Within moments, the warehouse was silent, save for the rhythmic, thunderous snoring of the ten shadow-beasts.
He looked entirely unruffled, his eye-smile returning in full force as the tension in the room snapped. " You did wonderful, Fay."
Fay leaned against a crate, wiping a bead of sweat from her brow. "I hate doing that. It feels like my throat is full of needles."
"The price of power," Luke hummed, picking up his orange-covered book from where he'd tucked it into his belt. "Malcolm, Jake, load them into the reinforced crates. Be gentle; we don't want them waking up until they're safely in the training."
____________________________
The white van shuddered as it pulled to the curb in front of the safehouse. Argus sat silently at the wheel, his many eyes blinking in the dim glow of the dashboard, watching the perimeter with a restless, shifting focus.

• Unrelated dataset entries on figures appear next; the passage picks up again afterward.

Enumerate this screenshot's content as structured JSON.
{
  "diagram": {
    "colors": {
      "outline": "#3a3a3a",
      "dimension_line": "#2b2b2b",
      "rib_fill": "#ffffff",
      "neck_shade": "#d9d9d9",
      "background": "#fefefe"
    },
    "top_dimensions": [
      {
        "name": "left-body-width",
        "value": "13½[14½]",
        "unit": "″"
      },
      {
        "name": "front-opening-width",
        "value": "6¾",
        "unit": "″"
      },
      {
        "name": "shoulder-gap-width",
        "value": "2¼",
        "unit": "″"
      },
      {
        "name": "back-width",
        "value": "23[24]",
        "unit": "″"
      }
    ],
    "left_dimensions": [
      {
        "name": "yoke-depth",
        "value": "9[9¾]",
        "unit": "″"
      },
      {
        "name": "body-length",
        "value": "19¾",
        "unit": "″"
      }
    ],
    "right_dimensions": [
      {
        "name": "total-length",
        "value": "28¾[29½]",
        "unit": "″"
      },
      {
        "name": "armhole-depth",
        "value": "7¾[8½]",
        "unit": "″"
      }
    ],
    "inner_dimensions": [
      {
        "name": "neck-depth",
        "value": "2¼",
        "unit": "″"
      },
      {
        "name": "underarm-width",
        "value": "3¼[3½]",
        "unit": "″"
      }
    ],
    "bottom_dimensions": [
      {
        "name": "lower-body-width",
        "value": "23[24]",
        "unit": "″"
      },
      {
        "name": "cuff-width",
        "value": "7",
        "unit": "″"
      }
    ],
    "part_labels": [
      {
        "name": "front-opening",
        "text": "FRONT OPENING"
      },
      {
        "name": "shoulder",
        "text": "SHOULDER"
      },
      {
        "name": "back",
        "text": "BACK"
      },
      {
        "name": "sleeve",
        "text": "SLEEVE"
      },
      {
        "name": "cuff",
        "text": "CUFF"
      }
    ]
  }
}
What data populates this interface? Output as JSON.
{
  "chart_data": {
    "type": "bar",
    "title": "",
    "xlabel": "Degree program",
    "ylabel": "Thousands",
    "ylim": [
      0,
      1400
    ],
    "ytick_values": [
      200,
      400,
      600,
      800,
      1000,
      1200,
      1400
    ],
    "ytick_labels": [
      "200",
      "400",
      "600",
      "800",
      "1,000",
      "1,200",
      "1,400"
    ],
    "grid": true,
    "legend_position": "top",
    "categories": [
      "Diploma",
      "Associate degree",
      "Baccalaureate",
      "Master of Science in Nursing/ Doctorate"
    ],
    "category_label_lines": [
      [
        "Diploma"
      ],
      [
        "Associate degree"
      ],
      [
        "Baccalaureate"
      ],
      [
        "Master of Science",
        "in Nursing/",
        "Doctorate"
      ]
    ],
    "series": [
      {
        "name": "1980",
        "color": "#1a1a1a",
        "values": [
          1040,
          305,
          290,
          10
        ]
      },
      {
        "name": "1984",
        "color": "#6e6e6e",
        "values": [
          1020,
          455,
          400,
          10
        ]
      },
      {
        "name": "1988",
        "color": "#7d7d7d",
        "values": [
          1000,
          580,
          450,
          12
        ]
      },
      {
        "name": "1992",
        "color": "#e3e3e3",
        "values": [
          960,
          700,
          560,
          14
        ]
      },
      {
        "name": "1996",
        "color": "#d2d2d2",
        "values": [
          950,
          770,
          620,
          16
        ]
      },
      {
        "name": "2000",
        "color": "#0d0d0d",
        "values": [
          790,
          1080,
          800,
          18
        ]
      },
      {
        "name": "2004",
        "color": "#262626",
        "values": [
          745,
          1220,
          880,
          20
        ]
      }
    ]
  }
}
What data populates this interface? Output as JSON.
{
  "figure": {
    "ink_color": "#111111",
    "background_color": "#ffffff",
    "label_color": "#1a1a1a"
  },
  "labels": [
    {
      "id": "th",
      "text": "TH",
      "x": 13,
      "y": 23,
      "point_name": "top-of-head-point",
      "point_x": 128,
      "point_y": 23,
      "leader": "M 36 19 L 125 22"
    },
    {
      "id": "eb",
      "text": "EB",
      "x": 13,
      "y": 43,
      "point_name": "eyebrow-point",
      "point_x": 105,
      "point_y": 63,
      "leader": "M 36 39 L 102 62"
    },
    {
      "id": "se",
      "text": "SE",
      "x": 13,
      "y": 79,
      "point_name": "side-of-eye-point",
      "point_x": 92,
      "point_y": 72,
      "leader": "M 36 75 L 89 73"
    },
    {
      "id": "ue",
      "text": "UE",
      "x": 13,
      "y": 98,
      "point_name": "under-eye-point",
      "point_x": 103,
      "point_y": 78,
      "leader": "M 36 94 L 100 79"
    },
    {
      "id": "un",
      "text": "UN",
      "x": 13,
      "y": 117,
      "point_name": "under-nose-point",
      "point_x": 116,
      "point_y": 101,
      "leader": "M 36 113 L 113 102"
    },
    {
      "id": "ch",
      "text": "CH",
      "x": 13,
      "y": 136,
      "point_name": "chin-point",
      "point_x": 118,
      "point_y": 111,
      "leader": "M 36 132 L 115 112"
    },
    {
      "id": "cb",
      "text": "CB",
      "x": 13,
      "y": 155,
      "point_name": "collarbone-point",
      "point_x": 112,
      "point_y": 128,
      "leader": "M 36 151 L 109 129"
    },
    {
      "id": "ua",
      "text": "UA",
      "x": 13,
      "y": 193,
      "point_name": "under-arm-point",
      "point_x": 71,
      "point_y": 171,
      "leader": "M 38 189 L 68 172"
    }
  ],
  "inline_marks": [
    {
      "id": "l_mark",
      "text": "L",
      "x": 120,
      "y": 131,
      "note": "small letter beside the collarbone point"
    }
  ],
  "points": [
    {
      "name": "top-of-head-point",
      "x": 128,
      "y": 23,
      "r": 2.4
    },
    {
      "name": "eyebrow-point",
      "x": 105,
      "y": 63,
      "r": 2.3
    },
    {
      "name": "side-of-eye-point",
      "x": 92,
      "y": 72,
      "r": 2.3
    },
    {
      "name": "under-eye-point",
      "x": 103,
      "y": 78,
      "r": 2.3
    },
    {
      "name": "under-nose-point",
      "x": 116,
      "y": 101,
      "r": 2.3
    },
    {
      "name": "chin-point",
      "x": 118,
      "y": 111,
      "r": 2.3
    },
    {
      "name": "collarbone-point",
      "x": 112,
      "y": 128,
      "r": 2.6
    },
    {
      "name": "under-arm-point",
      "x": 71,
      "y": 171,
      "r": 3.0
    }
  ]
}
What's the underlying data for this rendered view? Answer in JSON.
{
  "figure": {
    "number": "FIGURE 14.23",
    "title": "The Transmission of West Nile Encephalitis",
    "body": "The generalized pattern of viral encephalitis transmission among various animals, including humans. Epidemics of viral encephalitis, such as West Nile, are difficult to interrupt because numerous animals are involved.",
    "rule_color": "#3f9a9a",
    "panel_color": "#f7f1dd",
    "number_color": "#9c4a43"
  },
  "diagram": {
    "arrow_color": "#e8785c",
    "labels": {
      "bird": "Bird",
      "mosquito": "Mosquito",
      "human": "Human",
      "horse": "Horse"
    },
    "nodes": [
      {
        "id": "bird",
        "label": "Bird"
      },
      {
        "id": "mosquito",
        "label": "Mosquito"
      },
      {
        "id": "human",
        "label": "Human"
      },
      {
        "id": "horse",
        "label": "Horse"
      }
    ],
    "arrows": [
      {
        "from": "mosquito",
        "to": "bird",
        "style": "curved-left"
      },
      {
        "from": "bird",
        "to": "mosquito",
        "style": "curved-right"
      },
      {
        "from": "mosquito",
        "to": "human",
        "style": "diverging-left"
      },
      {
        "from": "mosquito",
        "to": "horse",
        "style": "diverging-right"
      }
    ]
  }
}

Malcolm and Leanne climbed out, their frames heavy with the bone-deep exhaustion of the night's harvest. They stood on the grimy sidewalk.
"Stay safe, and stay away from the tunnels" Luke commanded, his eye-smile crinkling behind the navy fabric of his mask. "Let us know of any new developments."
"We will," Leanne promised, her grey eyes lingering on him, before she turned toward the door.
As Malcolm began to follow, Luke reached out and caught the son of Hermes by the elbow.
"Malcolm, a moment," Luke whispered.
Malcolm stopped, "What is it, Luke?"
"If you hear anything," Luke began, his gaze boring into Malcolm's. "Any whisper in the subway tunnels, any report from the seekers about a girl. Ten, maybe eleven years old. Short, spiky black hair, blue eyes. Blasts lightning from her spear."
He leaned in closer. "You let me know immediately. The moment the word hits your ears, you find me. No matter where I am."
Malcolm studied Luke's face, his own expression turning somber.
Malcolm nodded once, a sharp, decisive movement. "You have my word, Luke. If she breathes in this city, I'll hear it."
"Thanks brother", Luke murmured.
Malcolm grinned widely and turned around to follow Leanne.
Luke watched him disappear into the brownstone before turning back to the van.
"Drive, Argus," Luke said softly, picking up his orange-covered book as if the heavy conversation he just had, hadn't taken place. "We have a camp to reach before dawn."